The first color images of a thin haze that surrounds Pluto show it to be reflecting a pale blue light, scientists working on NASA’s New Horizons mission said Thursday.

“Who would have expected a blue sky in the Kuiper Belt?” said the mission’s principal investigator, Alan Stern, referring to the region at the edge of the solar system that includes Pluto. “It’s gorgeous.”

Early observations from the mission showed a haze extending about 100 miles above Pluto’s surface, thicker than scientists expected because they believe the dwarf planet’s atmosphere has long been evaporating into space.

Scientists believe that particles within the haze are themselves gray or red, but they give off blue light to the human eye.

“A blue sky often results from scattering of sunlight by very small particles,” said Carly Howett, a researcher on the New Horizons science team. “On Earth, those particles are very tiny nitrogen molecules.

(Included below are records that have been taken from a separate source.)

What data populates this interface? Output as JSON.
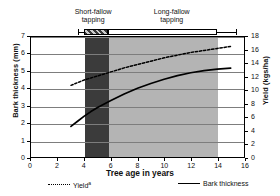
{
  "chart_data": {
    "type": "line",
    "title": "",
    "xlabel": "Tree age in years",
    "ylabel": "Bark thickness (mm)",
    "y2label": "Yield (kgs/ha)",
    "xlim": [
      0,
      16
    ],
    "ylim": [
      0,
      7
    ],
    "y2lim": [
      0,
      18
    ],
    "xticks": [
      0,
      2,
      4,
      6,
      8,
      10,
      12,
      14,
      16
    ],
    "yticks": [
      0,
      1,
      2,
      3,
      4,
      5,
      6,
      7
    ],
    "y2ticks": [
      0,
      2,
      4,
      6,
      8,
      10,
      12,
      14,
      16,
      18
    ],
    "grid": true,
    "legend_position": "bottom",
    "series": [
      {
        "name": "Yield",
        "name_superscript": "a",
        "axis": "right",
        "style": "dashed",
        "x": [
          3.0,
          3.5,
          4.0,
          4.5,
          5.0,
          5.5,
          6.0,
          7.0,
          8.0,
          9.0,
          10.0,
          11.0,
          12.0,
          13.0,
          14.0,
          15.0
        ],
        "values": [
          10.8,
          11.2,
          11.6,
          11.9,
          12.2,
          12.5,
          12.8,
          13.4,
          13.9,
          14.4,
          14.9,
          15.3,
          15.7,
          16.0,
          16.3,
          16.6
        ]
      },
      {
        "name": "Bark thickness",
        "axis": "left",
        "style": "solid",
        "x": [
          3.0,
          3.5,
          4.0,
          4.5,
          5.0,
          5.5,
          6.0,
          7.0,
          8.0,
          9.0,
          10.0,
          11.0,
          12.0,
          13.0,
          14.0,
          15.0
        ],
        "values": [
          1.82,
          2.12,
          2.42,
          2.68,
          2.92,
          3.12,
          3.32,
          3.7,
          4.03,
          4.31,
          4.55,
          4.76,
          4.93,
          5.05,
          5.14,
          5.2
        ]
      }
    ],
    "bands": [
      {
        "name": "short-fallow-band",
        "x_start": 4.0,
        "x_end": 5.8,
        "color": "#3b3b3b"
      },
      {
        "name": "long-fallow-band",
        "x_start": 5.8,
        "x_end": 13.9,
        "color": "#b4b4b4"
      }
    ],
    "annotations": [
      {
        "name": "short-fallow",
        "label": "Short-fallow\ntapping",
        "x_start": 3.6,
        "x_end": 5.8
      },
      {
        "name": "long-fallow",
        "label": "Long-fallow\ntapping",
        "x_start": 5.8,
        "x_end": 15.3
      }
    ]
  },
  "legend": {
    "items": [
      {
        "label": "Yield",
        "superscript": "a",
        "style": "dashed"
      },
      {
        "label": "Bark thickness",
        "superscript": "",
        "style": "solid"
      }
    ]
  },
  "colors": {
    "axis": "#000000",
    "grid": "#7d7d7d",
    "band_dark": "#3b3b3b",
    "band_light": "#b4b4b4",
    "curve": "#000000",
    "background": "#ffffff"
  }
}
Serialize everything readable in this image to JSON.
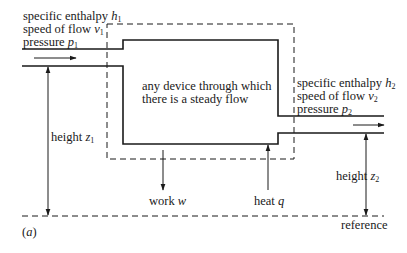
{
  "inlet": {
    "line1": "specific enthalpy ",
    "line1_var": "h",
    "line1_sub": "1",
    "line2": "speed of flow ",
    "line2_var": "v",
    "line2_sub": "1",
    "line3": "pressure ",
    "line3_var": "p",
    "line3_sub": "1"
  },
  "outlet": {
    "line1": "specific enthalpy ",
    "line1_var": "h",
    "line1_sub": "2",
    "line2": "speed of flow ",
    "line2_var": "v",
    "line2_sub": "2",
    "line3": "pressure ",
    "line3_var": "p",
    "line3_sub": "2"
  },
  "device": {
    "line1": "any device through which",
    "line2": "there is a steady flow"
  },
  "height1": {
    "text": "height ",
    "var": "z",
    "sub": "1"
  },
  "height2": {
    "text": "height ",
    "var": "z",
    "sub": "2"
  },
  "work": {
    "text": "work ",
    "var": "w"
  },
  "heat": {
    "text": "heat ",
    "var": "q"
  },
  "reference": "reference",
  "figure_label": {
    "open": "(",
    "var": "a",
    "close": ")"
  },
  "colors": {
    "ink": "#1a1a1a",
    "background": "#ffffff"
  }
}
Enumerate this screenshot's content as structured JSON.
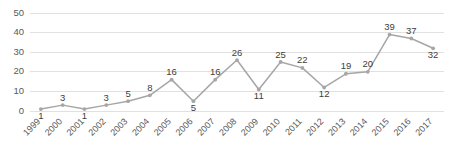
{
  "chart_data": {
    "type": "line",
    "title": "",
    "subtitle": "",
    "xlabel": "",
    "ylabel": "",
    "categories": [
      "1999",
      "2000",
      "2001",
      "2002",
      "2003",
      "2004",
      "2005",
      "2006",
      "2007",
      "2008",
      "2009",
      "2010",
      "2011",
      "2012",
      "2013",
      "2014",
      "2015",
      "2016",
      "2017"
    ],
    "values": [
      1,
      3,
      1,
      3,
      5,
      8,
      16,
      5,
      16,
      26,
      11,
      25,
      22,
      12,
      19,
      20,
      39,
      37,
      32
    ],
    "series": [
      {
        "name": "",
        "values": [
          1,
          3,
          1,
          3,
          5,
          8,
          16,
          5,
          16,
          26,
          11,
          25,
          22,
          12,
          19,
          20,
          39,
          37,
          32
        ]
      }
    ],
    "data_labels": [
      "1",
      "3",
      "1",
      "3",
      "5",
      "8",
      "16",
      "5",
      "16",
      "26",
      "11",
      "25",
      "22",
      "12",
      "19",
      "20",
      "39",
      "37",
      "32"
    ],
    "ylim": [
      0,
      50
    ],
    "yticks": [
      0,
      10,
      20,
      30,
      40,
      50
    ],
    "ytick_labels": [
      "0",
      "10",
      "20",
      "30",
      "40",
      "50"
    ],
    "grid": true,
    "grid_axis": "y",
    "legend": false,
    "legend_position": "none",
    "markers": true,
    "xtick_rotation": -45,
    "colors": {
      "line": "#a6a6a6",
      "marker": "#a6a6a6",
      "gridline": "#d9d9d9",
      "tick_text": "#595959",
      "label_text": "#404040",
      "background": "#ffffff"
    }
  }
}
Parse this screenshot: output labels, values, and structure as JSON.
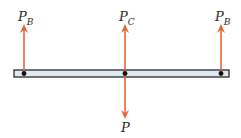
{
  "diagram": {
    "labels": {
      "left_force": {
        "main": "P",
        "sub": "B"
      },
      "center_force": {
        "main": "P",
        "sub": "C"
      },
      "right_force": {
        "main": "P",
        "sub": "B"
      },
      "applied_load": {
        "main": "P",
        "sub": ""
      }
    },
    "colors": {
      "arrow": "#e8643c",
      "beam_fill": "#dfe9f1",
      "beam_border": "#1a1a1a",
      "pin": "#111111"
    }
  }
}
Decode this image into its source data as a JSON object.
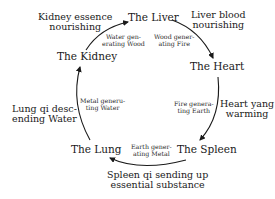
{
  "diagram": {
    "type": "five-element generation cycle",
    "nodes": {
      "liver": "The Liver",
      "heart": "The Heart",
      "spleen": "The Spleen",
      "lung": "The Lung",
      "kidney": "The Kidney"
    },
    "functions": {
      "liver": [
        "Liver blood",
        "nourishing"
      ],
      "heart": [
        "Heart yang",
        "warming"
      ],
      "spleen": [
        "Spleen qi sending up",
        "essential substance"
      ],
      "lung": [
        "Lung qi desc-",
        "ending Water"
      ],
      "kidney": [
        "Kidney essence",
        "nourishing"
      ]
    },
    "edges": [
      {
        "from": "kidney",
        "to": "liver",
        "label": [
          "Water gen-",
          "erating Wood"
        ]
      },
      {
        "from": "liver",
        "to": "heart",
        "label": [
          "Wood gener-",
          "ating Fire"
        ]
      },
      {
        "from": "heart",
        "to": "spleen",
        "label": [
          "Fire genera-",
          "ting Earth"
        ]
      },
      {
        "from": "spleen",
        "to": "lung",
        "label": [
          "Earth gener-",
          "ating Metal"
        ]
      },
      {
        "from": "lung",
        "to": "kidney",
        "label": [
          "Metal generu-",
          "ting Water"
        ]
      }
    ],
    "colors": {
      "stroke": "#1a1a1a",
      "background": "#ffffff"
    }
  }
}
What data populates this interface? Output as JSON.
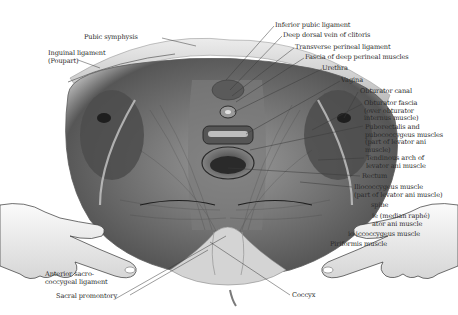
{
  "figure": {
    "type": "anatomical-illustration",
    "labels_left": [
      {
        "id": "pubic-symphysis",
        "text": "Pubic symphysis"
      },
      {
        "id": "inguinal-ligament",
        "lines": [
          "Inguinal ligament",
          "(Poupart)"
        ]
      },
      {
        "id": "anterior-sacrococcygeal-ligament",
        "lines": [
          "Anterior sacro-",
          "coccygeal ligament"
        ]
      },
      {
        "id": "sacral-promontory",
        "text": "Sacral promontory"
      }
    ],
    "labels_right": [
      {
        "id": "inferior-pubic-ligament",
        "text": "Inferior pubic ligament"
      },
      {
        "id": "deep-dorsal-vein",
        "text": "Deep dorsal vein of clitoris"
      },
      {
        "id": "transverse-perineal-ligament",
        "text": "Transverse perineal ligament"
      },
      {
        "id": "fascia-deep-perineal",
        "text": "Fascia of deep perineal muscles"
      },
      {
        "id": "urethra",
        "text": "Urethra"
      },
      {
        "id": "vagina",
        "text": "Vagina"
      },
      {
        "id": "obturator-canal",
        "text": "Obturator canal"
      },
      {
        "id": "obturator-fascia",
        "lines": [
          "Obturator fascia",
          "(over obturator",
          "internus muscle)"
        ]
      },
      {
        "id": "puborectalis",
        "lines": [
          "Puborectalis and",
          "pubococcygeus muscles",
          "(part of levator ani",
          "muscle)"
        ]
      },
      {
        "id": "tendinous-arch",
        "lines": [
          "Tendinous arch of",
          "levator ani muscle"
        ]
      },
      {
        "id": "rectum",
        "text": "Rectum"
      },
      {
        "id": "iliococcygeus",
        "lines": [
          "Iliococcygeus muscle",
          "(part of levator ani muscle)"
        ]
      },
      {
        "id": "ischial-spine",
        "text": "spine"
      },
      {
        "id": "anococcygeal-body",
        "lines": [
          "ie (median raphé)",
          "ator ani muscle"
        ]
      },
      {
        "id": "ischiococcygeus",
        "text": "io iccoccygeus muscle"
      },
      {
        "id": "piriformis",
        "text": "Piriformis muscle"
      },
      {
        "id": "coccyx",
        "text": "Coccyx"
      }
    ]
  },
  "colors": {
    "background": "#ffffff",
    "text": "#2a2a2a",
    "leader_line": "#3a3a3a",
    "muscle_dark": "#4a4a4a",
    "muscle_mid": "#8a8a8a",
    "bone_light": "#d8d8d8",
    "glove": "#f2f2f2"
  }
}
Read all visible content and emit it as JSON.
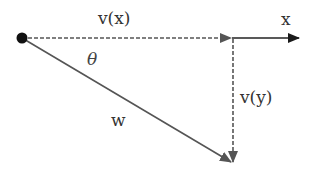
{
  "diagram": {
    "type": "vector-decomposition",
    "labels": {
      "vx": "v(x)",
      "x_axis": "x",
      "theta": "θ",
      "w": "w",
      "vy": "v(y)"
    },
    "colors": {
      "line": "#555555",
      "dashed": "#555555",
      "axis": "#222222",
      "origin": "#111111",
      "text": "#333333"
    },
    "elements": [
      {
        "id": "origin-point",
        "shape": "dot"
      },
      {
        "id": "vx-component",
        "style": "dashed-arrow",
        "direction": "horizontal",
        "label": "v(x)"
      },
      {
        "id": "x-axis",
        "style": "solid-arrow",
        "direction": "horizontal",
        "label": "x"
      },
      {
        "id": "vy-component",
        "style": "dashed-arrow",
        "direction": "vertical-down",
        "label": "v(y)"
      },
      {
        "id": "w-vector",
        "style": "solid-arrow",
        "direction": "diagonal-down-right",
        "label": "w"
      },
      {
        "id": "angle",
        "label": "θ"
      }
    ]
  }
}
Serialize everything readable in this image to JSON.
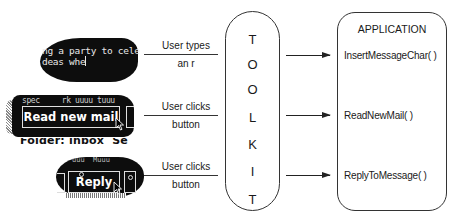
{
  "diagram": {
    "toolkit": {
      "label_letters": [
        "T",
        "O",
        "O",
        "L",
        "K",
        "I",
        "T"
      ]
    },
    "application": {
      "title": "APPLICATION",
      "functions": [
        "InsertMessageChar( )",
        "ReadNewMail( )",
        "ReplyToMessage( )"
      ]
    },
    "rows": [
      {
        "widget": "text-field",
        "widget_text_line1": "ng a party to cele",
        "widget_text_line2": "deas whe",
        "event_top": "User types",
        "event_bottom": "an r",
        "callback": "InsertMessageChar( )"
      },
      {
        "widget": "button",
        "widget_top_text": "spec     rk uuuu tuuu",
        "button_label": "Read new mail",
        "widget_bottom_text": "Folder: inbox  Se",
        "event_top": "User clicks",
        "event_bottom": "button",
        "callback": "ReadNewMail( )"
      },
      {
        "widget": "button",
        "widget_top_text": "uuu  Muuu",
        "button_label": "Reply",
        "event_top": "User clicks",
        "event_bottom": "button",
        "callback": "ReplyToMessage( )"
      }
    ],
    "colors": {
      "line": "#333333",
      "blob": "#0d0d0d",
      "text": "#1a1a1a",
      "background": "#ffffff"
    }
  }
}
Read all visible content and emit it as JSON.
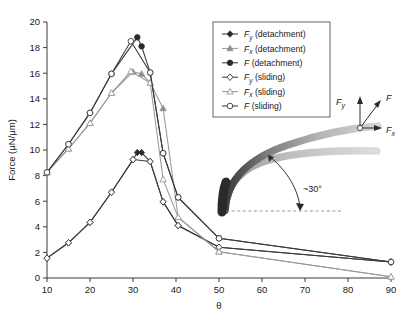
{
  "chart_data": {
    "type": "line",
    "title": "",
    "xlabel": "θ",
    "ylabel": "Force (μN/μm)",
    "xlim": [
      10,
      90
    ],
    "ylim": [
      0,
      20
    ],
    "xticks": [
      10,
      20,
      30,
      40,
      50,
      60,
      70,
      80,
      90
    ],
    "yticks": [
      0,
      2,
      4,
      6,
      8,
      10,
      12,
      14,
      16,
      18,
      20
    ],
    "grid": false,
    "legend_position": "top-right",
    "series": [
      {
        "name": "Fy (detachment)",
        "label_symbol": "F",
        "label_sub": "y",
        "label_rest": " (detachment)",
        "marker": "filled-diamond",
        "color": "#2b2b2b",
        "x": [
          10,
          15,
          20,
          25,
          30,
          31,
          32,
          34,
          37,
          40.5,
          50,
          90
        ],
        "y": [
          1.55,
          2.75,
          4.35,
          6.7,
          9.25,
          9.8,
          9.8,
          9.1,
          5.95,
          4.1,
          2.4,
          1.25
        ]
      },
      {
        "name": "Fx (detachment)",
        "label_symbol": "F",
        "label_sub": "x",
        "label_rest": " (detachment)",
        "marker": "filled-triangle",
        "color": "#8f8f8f",
        "x": [
          10,
          15,
          20,
          25,
          30,
          32,
          34,
          37,
          40.5,
          50,
          90
        ],
        "y": [
          8.25,
          10.1,
          12.1,
          14.45,
          16.1,
          15.95,
          15.25,
          13.25,
          4.75,
          2.05,
          0.1
        ]
      },
      {
        "name": "F (detachment)",
        "label_symbol": "F",
        "label_sub": "",
        "label_rest": " (detachment)",
        "marker": "filled-circle",
        "color": "#2b2b2b",
        "x": [
          10,
          15,
          20,
          25,
          31,
          32,
          34,
          37,
          40.5,
          50,
          90
        ],
        "y": [
          8.25,
          10.45,
          12.9,
          15.95,
          18.8,
          18.1,
          16.05,
          9.75,
          6.3,
          3.1,
          1.25
        ]
      },
      {
        "name": "Fy (sliding)",
        "label_symbol": "F",
        "label_sub": "y",
        "label_rest": " (sliding)",
        "marker": "open-diamond",
        "color": "#3b3b3b",
        "x": [
          10,
          15,
          20,
          25,
          30,
          34,
          37,
          40.5,
          50,
          90
        ],
        "y": [
          1.55,
          2.75,
          4.35,
          6.7,
          9.25,
          9.1,
          5.95,
          4.1,
          2.4,
          1.25
        ]
      },
      {
        "name": "Fx (sliding)",
        "label_symbol": "F",
        "label_sub": "x",
        "label_rest": " (sliding)",
        "marker": "open-triangle",
        "color": "#9a9a9a",
        "x": [
          10,
          15,
          20,
          25,
          29.5,
          34,
          37,
          40.5,
          50,
          90
        ],
        "y": [
          8.25,
          10.1,
          12.1,
          14.45,
          16.15,
          15.25,
          7.7,
          4.75,
          2.05,
          0.1
        ]
      },
      {
        "name": "F (sliding)",
        "label_symbol": "F",
        "label_sub": "",
        "label_rest": " (sliding)",
        "marker": "open-circle",
        "color": "#3b3b3b",
        "x": [
          10,
          15,
          20,
          25,
          29.5,
          34,
          37,
          40.5,
          50,
          90
        ],
        "y": [
          8.25,
          10.45,
          12.9,
          15.95,
          18.5,
          16.05,
          9.75,
          6.3,
          3.1,
          1.25
        ]
      }
    ]
  },
  "legend": {
    "entries": [
      "F_y (detachment)",
      "F_x (detachment)",
      "F (detachment)",
      "F_y (sliding)",
      "F_x (sliding)",
      "F (sliding)"
    ]
  },
  "inset": {
    "vector_fy": "F",
    "vector_fy_sub": "y",
    "vector_f": "F",
    "vector_fx": "F",
    "vector_fx_sub": "x",
    "angle_label": "~30°"
  },
  "axes": {
    "x_title": "θ",
    "y_title": "Force (μN/μm)",
    "x_tick_labels": [
      "10",
      "20",
      "30",
      "40",
      "50",
      "60",
      "70",
      "80",
      "90"
    ],
    "y_tick_labels": [
      "0",
      "2",
      "4",
      "6",
      "8",
      "10",
      "12",
      "14",
      "16",
      "18",
      "20"
    ]
  }
}
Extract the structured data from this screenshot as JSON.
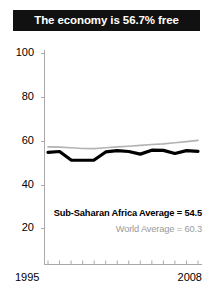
{
  "title": {
    "text": "The economy is 56.7% free"
  },
  "annotations": {
    "region_average": "Sub-Saharan Africa Average = 54.5",
    "world_average": "World Average = 60.3"
  },
  "colors": {
    "title_bar_background": "#111111",
    "title_text": "#ffffff",
    "region_line": "#000000",
    "world_line": "#b3b3b3",
    "axis": "#aaaaaa",
    "world_label_text": "#9a9a9a"
  },
  "chart_data": {
    "type": "line",
    "title": "The economy is 56.7% free",
    "xlabel": "",
    "ylabel": "",
    "xlim": [
      1995,
      2008
    ],
    "ylim": [
      0,
      100
    ],
    "yticks": [
      100,
      80,
      60,
      40,
      20
    ],
    "xticks": [
      1995,
      1996,
      1997,
      1998,
      1999,
      2000,
      2001,
      2002,
      2003,
      2004,
      2005,
      2006,
      2007,
      2008
    ],
    "xtick_labels_shown": [
      "1995",
      "2008"
    ],
    "grid": false,
    "legend": "none",
    "x": [
      1995,
      1996,
      1997,
      1998,
      1999,
      2000,
      2001,
      2002,
      2003,
      2004,
      2005,
      2006,
      2007,
      2008
    ],
    "series": [
      {
        "name": "Sub-Saharan Africa",
        "color": "#000000",
        "values": [
          54.8,
          55.2,
          51.3,
          51.2,
          51.3,
          55.0,
          55.6,
          55.2,
          54.0,
          55.8,
          55.7,
          54.3,
          55.6,
          55.3
        ]
      },
      {
        "name": "World Average",
        "color": "#b3b3b3",
        "values": [
          57.3,
          57.2,
          56.9,
          56.6,
          56.5,
          56.9,
          57.3,
          57.6,
          58.0,
          58.4,
          58.7,
          59.2,
          59.7,
          60.3
        ]
      }
    ],
    "annotations": [
      {
        "label": "Sub-Saharan Africa Average = 54.5",
        "value": 54.5
      },
      {
        "label": "World Average = 60.3",
        "value": 60.3
      }
    ]
  },
  "axis": {
    "yticks": [
      {
        "label": "100",
        "top": 47
      },
      {
        "label": "80",
        "top": 91
      },
      {
        "label": "60",
        "top": 135
      },
      {
        "label": "40",
        "top": 179
      },
      {
        "label": "20",
        "top": 222
      }
    ],
    "xticks": {
      "start": "1995",
      "end": "2008"
    }
  }
}
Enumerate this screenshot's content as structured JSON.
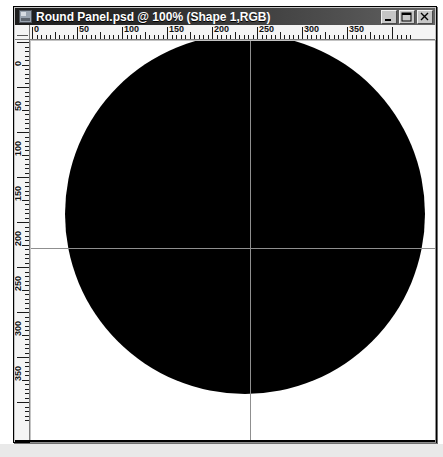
{
  "window": {
    "title": "Round Panel.psd @ 100% (Shape 1,RGB)",
    "icon": "photoshop-document-icon",
    "controls": [
      {
        "name": "minimize",
        "glyph": "_"
      },
      {
        "name": "maximize",
        "glyph": "□"
      },
      {
        "name": "close",
        "glyph": "×"
      }
    ]
  },
  "rulers": {
    "units": "pixels",
    "horizontal": {
      "labels": [
        "0",
        "50",
        "100",
        "150",
        "200",
        "250",
        "300",
        "350"
      ],
      "values": [
        0,
        50,
        100,
        150,
        200,
        250,
        300,
        350
      ],
      "major_interval": 50,
      "minor_interval": 5
    },
    "vertical": {
      "labels": [
        "0",
        "50",
        "100",
        "150",
        "200",
        "250",
        "300",
        "350"
      ],
      "values": [
        0,
        50,
        100,
        150,
        200,
        250,
        300,
        350
      ],
      "major_interval": 50,
      "minor_interval": 5
    }
  },
  "canvas": {
    "background_color": "#ffffff",
    "zoom_label": "100%",
    "shape": {
      "name": "Shape 1",
      "type": "circle",
      "fill_color": "#000000",
      "center_x": 200,
      "center_y": 175,
      "diameter": 360
    },
    "guides": [
      {
        "orientation": "vertical",
        "position": 200,
        "color": "#8f8f8f"
      },
      {
        "orientation": "horizontal",
        "position": 200,
        "color": "#8f8f8f"
      }
    ]
  },
  "colors": {
    "titlebar_start": "#1d1d1d",
    "titlebar_end": "#636363",
    "titlebar_text": "#ffffff",
    "window_face": "#c3c3c3",
    "ruler_face": "#f4f4f4",
    "desktop": "#e9e9e9"
  }
}
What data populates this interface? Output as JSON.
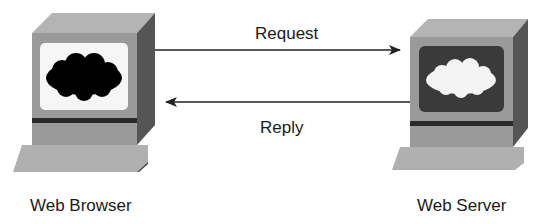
{
  "diagram": {
    "nodes": [
      {
        "id": "client",
        "label": "Web Browser",
        "screen_style": "white-screen-black-cloud"
      },
      {
        "id": "server",
        "label": "Web Server",
        "screen_style": "dark-screen-white-cloud"
      }
    ],
    "edges": [
      {
        "from": "client",
        "to": "server",
        "label": "Request"
      },
      {
        "from": "server",
        "to": "client",
        "label": "Reply"
      }
    ]
  },
  "colors": {
    "front": "#9a9a9a",
    "top": "#b4b4b4",
    "side": "#555555",
    "dark_strip": "#2a2a2a",
    "keyboard": "#b0b0b0",
    "server_screen": "#3a3a3a",
    "client_screen": "#f6f6f6"
  }
}
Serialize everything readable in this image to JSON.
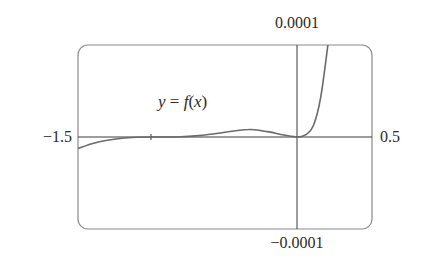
{
  "chart_data": {
    "type": "line",
    "title": "",
    "xlabel": "",
    "ylabel": "",
    "curve_label": "y = f(x)",
    "curve_label_parts": {
      "y": "y",
      "eq": " = ",
      "f": "f",
      "open": "(",
      "x": "x",
      "close": ")"
    },
    "xlim": [
      -1.5,
      0.5
    ],
    "ylim": [
      -0.0001,
      0.0001
    ],
    "x_tick_labels": {
      "left": "−1.5",
      "right": "0.5"
    },
    "y_tick_labels": {
      "top": "0.0001",
      "bottom": "−0.0001"
    },
    "grid": false,
    "legend": "none",
    "series": [
      {
        "name": "y = f(x)",
        "x": [
          -1.5,
          -1.4,
          -1.3,
          -1.2,
          -1.1,
          -1.0,
          -0.9,
          -0.8,
          -0.7,
          -0.6,
          -0.5,
          -0.4,
          -0.34,
          -0.3,
          -0.2,
          -0.1,
          0.0,
          0.05,
          0.1,
          0.15,
          0.2
        ],
        "y": [
          -1.25e-05,
          -7e-06,
          -3.5e-06,
          -1.3e-06,
          -3e-07,
          0.0,
          0.0,
          2e-07,
          1.2e-06,
          3e-06,
          5.2e-06,
          7.4e-06,
          8.2e-06,
          7.9e-06,
          5.5e-06,
          2.2e-06,
          0.0,
          2.5e-06,
          1.2e-05,
          4.2e-05,
          0.0001
        ]
      }
    ],
    "annotations": [
      {
        "text": "y = f(x)",
        "x": -0.95,
        "y": 2.7e-05
      }
    ],
    "colors": {
      "curve": "#6a6a6a",
      "axes": "#3a3a3a",
      "frame": "#8a8a8a",
      "text": "#2a2a2a"
    }
  }
}
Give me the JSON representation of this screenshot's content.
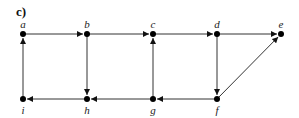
{
  "panel_label": "c)",
  "colors": {
    "edge": "#333333",
    "node": "#000000",
    "background": "#ffffff"
  },
  "nodes": [
    {
      "id": "a",
      "label": "a",
      "x": 23,
      "y": 34,
      "label_pos": "above"
    },
    {
      "id": "b",
      "label": "b",
      "x": 87,
      "y": 34,
      "label_pos": "above"
    },
    {
      "id": "c",
      "label": "c",
      "x": 153,
      "y": 34,
      "label_pos": "above"
    },
    {
      "id": "d",
      "label": "d",
      "x": 217,
      "y": 34,
      "label_pos": "above"
    },
    {
      "id": "e",
      "label": "e",
      "x": 281,
      "y": 34,
      "label_pos": "above"
    },
    {
      "id": "i",
      "label": "i",
      "x": 23,
      "y": 99,
      "label_pos": "below"
    },
    {
      "id": "h",
      "label": "h",
      "x": 87,
      "y": 99,
      "label_pos": "below"
    },
    {
      "id": "g",
      "label": "g",
      "x": 153,
      "y": 99,
      "label_pos": "below"
    },
    {
      "id": "f",
      "label": "f",
      "x": 217,
      "y": 99,
      "label_pos": "below"
    }
  ],
  "edges": [
    {
      "from": "a",
      "to": "b"
    },
    {
      "from": "b",
      "to": "c"
    },
    {
      "from": "c",
      "to": "d"
    },
    {
      "from": "d",
      "to": "e"
    },
    {
      "from": "i",
      "to": "a"
    },
    {
      "from": "b",
      "to": "h"
    },
    {
      "from": "g",
      "to": "c"
    },
    {
      "from": "d",
      "to": "f"
    },
    {
      "from": "f",
      "to": "e"
    },
    {
      "from": "h",
      "to": "i"
    },
    {
      "from": "g",
      "to": "h"
    },
    {
      "from": "f",
      "to": "g"
    }
  ]
}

On Pluto they appear to be larger — but still relatively small — soot-like particles we call tholins.”

Howett and Stern are scientists at the Southwest Research Institute in Boulder, Colo., which is leading the New Horizons mission alongside the Johns Hopkins Applied Physics Laboratory in Laurel.

The images of Pluto’s atmosphere, and of its surface and moons, were captured when the New Horizons spacecraft flew past the dwarf planet in July.

The data showed another similarity between Pluto and Earth, scientists said Thursday — the presence of water ice on Pluto’s surface.

They knew water ice was present on the dwarf planet, but across most of its surface, it lies beneath other types of ices. New data shows small areas where the water ice is exposed.

“Understanding why water appears exactly where it does, and not in other places, is a challenge that we are digging into,” said science team member Jason Cook, also of SwRI.